A Graph Random Walk Method for Calculating Time-of-Flight Charge Mobility in Organic Semiconductors from Multiscale Simulations
Zhongquan Chen, Pim van der Hoorn, Björn Baumeier
TL;DR
This work addresses calculating time-of-flight mobilities in disordered organic semiconductors without full dynamical simulations. It introduces a Graph Random Walk (GRW) framework that discretizes the material as a directed graph and uses a configuration-space graph to handle multiple carriers under Pauli exclusion, enabling direct computation of hitting times via sparse linear systems. The GRW approach yields results in close agreement with Master Equation analyses and avoids sampling issues inherent to KMC, while delivering field-dependent mobility consistent with Poole–Frenkel behavior for a range of disorder and carrier counts. The method offers a scalable, accurate alternative for multiscale material studies, with strong implications for efficient design and analysis of organic electronic devices.
Abstract
We present a graph random walk (GRW) method for the study of charge transport properties of complex molecular materials in the time-of-flight regime. The molecules forming the material are represented by the vertices of a directed weighted graph, and the charge carriers are random walkers.

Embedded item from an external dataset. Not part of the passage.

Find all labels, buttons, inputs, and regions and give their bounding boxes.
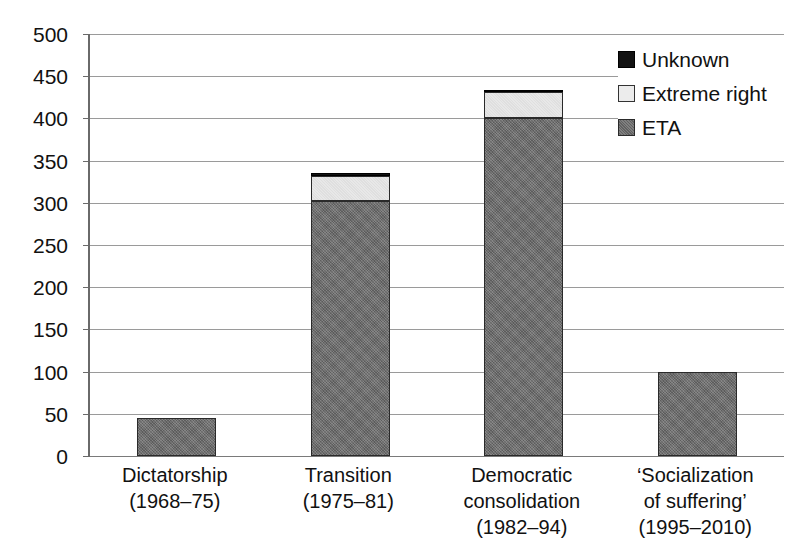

The edge weights are rates for elementary jumping processes for a charge carrier to move along the edge and are determined from a combination of the energies of the involved vertices and an interaction strength. Exclusions are built into the random walk to account for the Pauli exclusion principle. In time-of-flight experiments, charge carriers are injected into the material and the time until they reach a collecting electrode is recorded. Our approach allows direct evaluation of the expected hitting time of the collecting nodes in terms of a sparse, linear system, avoiding numerically cumbersome and potentially fluctuations-prone methods based on explicit time evolution from solutions of a high-dimensional Master Equation or from kinetic Monte Carlo (KMC). We validate the GRW approach by numerical studies of charge dynamics of single and multiple carriers in diffusive and drift-diffusive regimes using a surrogate lattice model of a realistic material whose properties have been simulated within a multiscale model framework combining quantum-mechanical and molecular-mechanics methods. The surrogate model allows varying types and strengths of energetic disorder from the reference baseline. Comparison with results from the Master Equation confirms the theoretical equivalence of both approaches also in numerical implementations. We further show that KMC results show substantial deviations due to inadequate sampling. All in all, we find that the GRW method provides a powerful alternative to the more commonly used methods without sampling issues and with the benefit of making use of sparse matrix methods.